In one of my former lives I had a consultant who worked with me on designing systems.  We would have these long detailed meetings where we talked about scope and features and all of those pieces you need to talk about before jumping into a project design.   Then the next day he would look at me and say “ But we already talked about all that…” We had indeed talked about it but talk was the operative word in that sentence.  No actual design documents or computer code had been written.  Talking about it or, even worse, thinking about talking about it, just isn’t the same thing as making it happen in real life.
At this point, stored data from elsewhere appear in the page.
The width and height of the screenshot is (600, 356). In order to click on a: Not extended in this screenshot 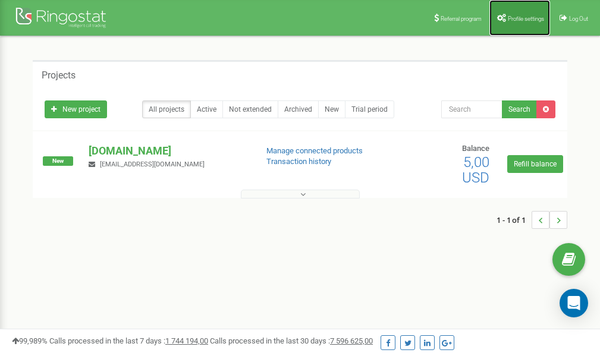, I will do `click(250, 109)`. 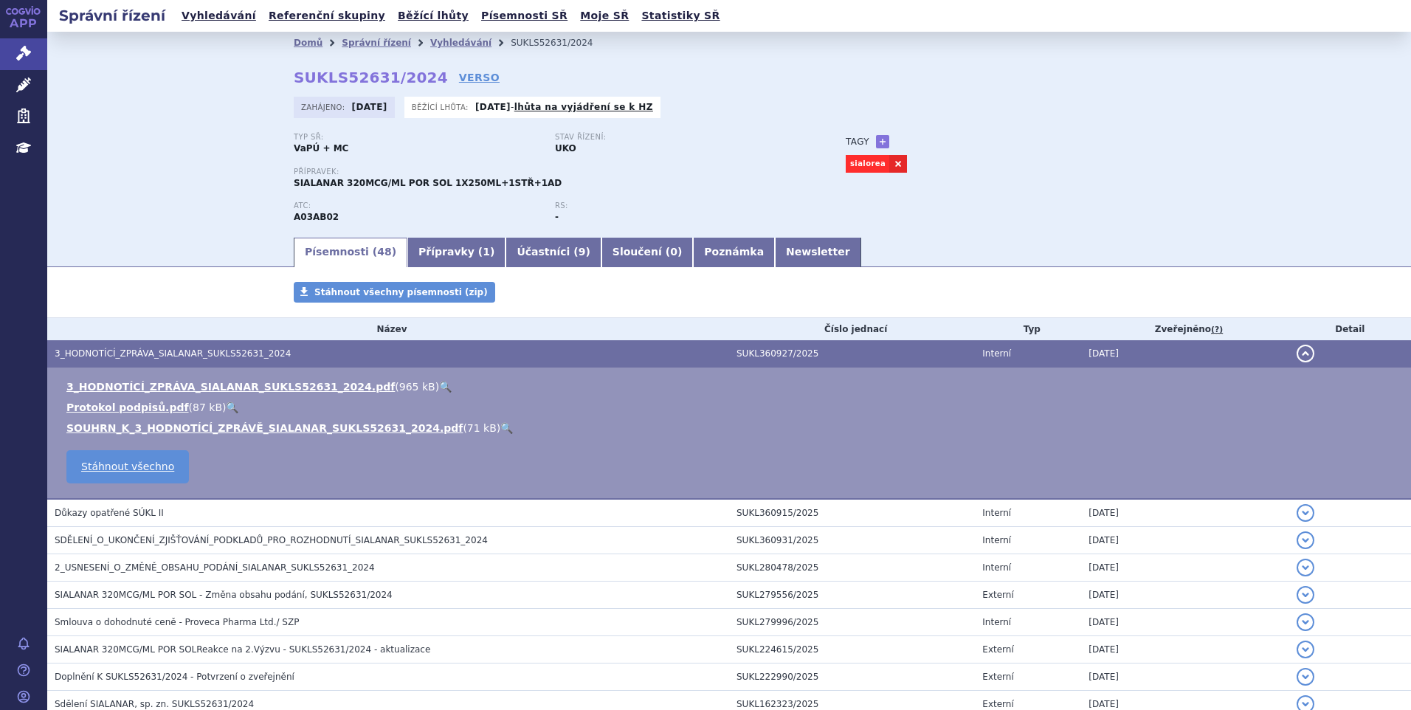 What do you see at coordinates (479, 77) in the screenshot?
I see `a: VERSO` at bounding box center [479, 77].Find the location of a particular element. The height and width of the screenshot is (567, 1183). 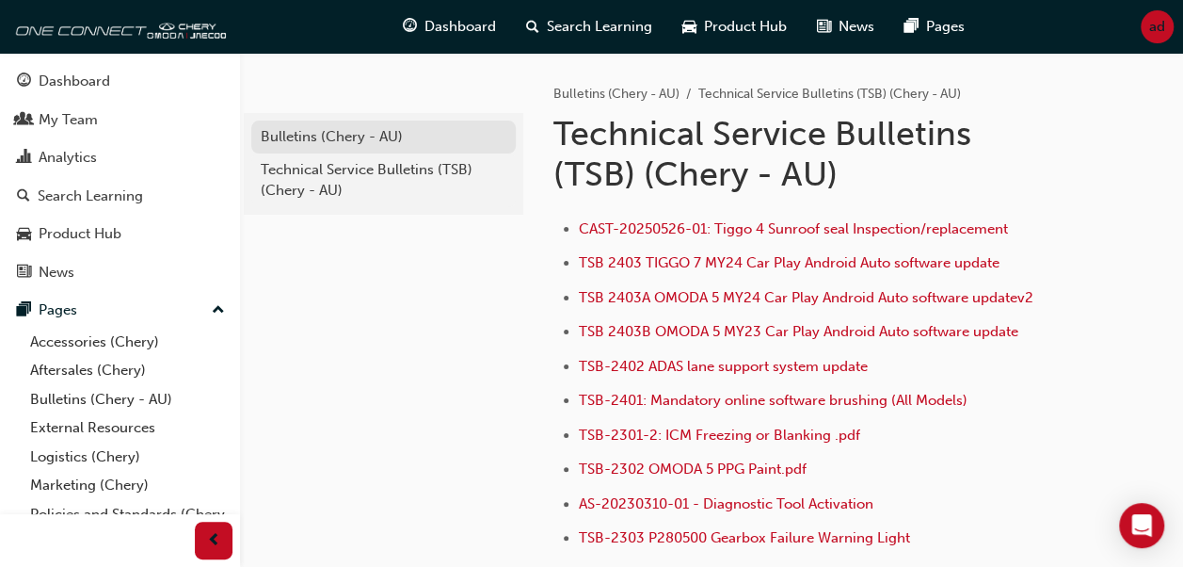

span: AS-20230310-01 - Diagnostic Tool Activation is located at coordinates (726, 504).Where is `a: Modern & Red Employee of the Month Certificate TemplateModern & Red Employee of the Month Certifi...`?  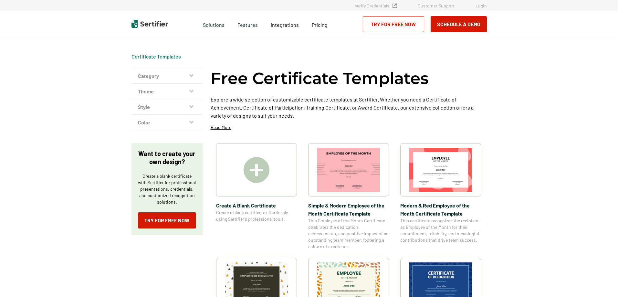 a: Modern & Red Employee of the Month Certificate TemplateModern & Red Employee of the Month Certifi... is located at coordinates (440, 196).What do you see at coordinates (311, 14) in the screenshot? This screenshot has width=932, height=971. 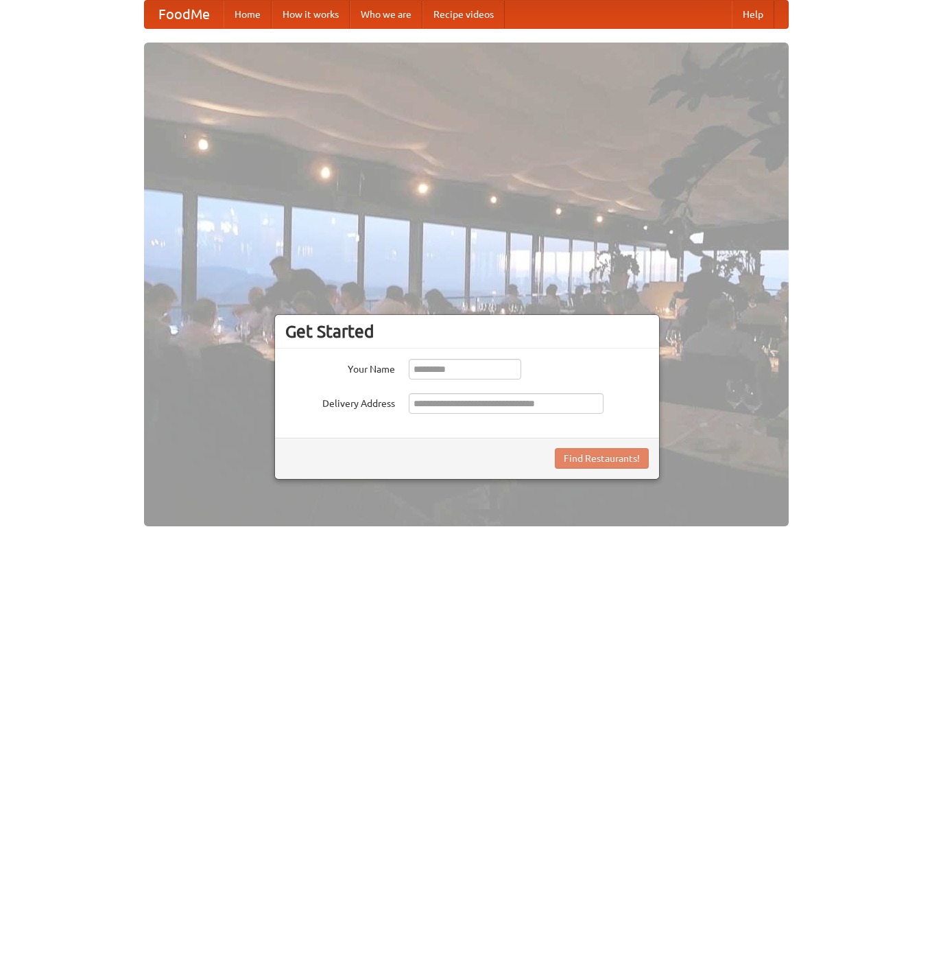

So why am I congratulating myself on getting a medal that I haven’t actually summoned up the energy to apply for?  That’s exactly the reason.  Who deserves an award for procrastination more than someone who endlessley procrastinates entering the contest that would give the award.  It’s very much like those meetings of the procrastinators club we used to have when I lived in D.C.  I don’t recall actually going to a single meeting – but there were always notices and counternotices and such – so you felt as if the meeting had occurred whether it did in real life or not.  So much of D.C. was eerily unrelated to real life anyway that those sessions fit right in.

I don’t really procrastinate everything – for instance I’ve just been shopping for my niece’s birthday which is a whole 5 days away.  I don’t believe children should have to suffer for the inconsistencies of adults.  She’ll be surprised to find out that the rule doesn’t apply once she’s no longer a child and present-giving drops off dramatically, but she has several more years to go before that happens. 

Now I’m casting around in my mental closets for other things I wouldn’t delay – but the list is pretty short.  Curiously enough. one of them is what we loosely refer to as “customer service.”  I’ve worked in a variety of jobs that included responding either to the general public (in a government position that dealt with citizens concerned about how we were handling their money) or a specific set of clients (when working for law firms and trade associations).  Getting an answer back to the taxpayer or the client was always on the top of my work list – much higher than going to another meeting, writing a ‘position paper’ or doing personnel reviews.  This tended to cause me grief because my bosses’ priorities didn’t always mesh with my priority list – particularly if the customer was a member of the general public and not someone with a more immediate hand on the purse strings.  Not that they didn’t want to give good service to the public – what they apparently really wanted was for me to do both.  But I quickly found out that doing both only led to more and more requests to do more – and that some of the allegedly “urgent” tasks vanished if no one acknowledged their existence.  That’s the way to take a person already inclined toward delayed gratification (the good spin we put on procrastination) and convince them that delay is a good thing.  The perfect blend of nature and nurture.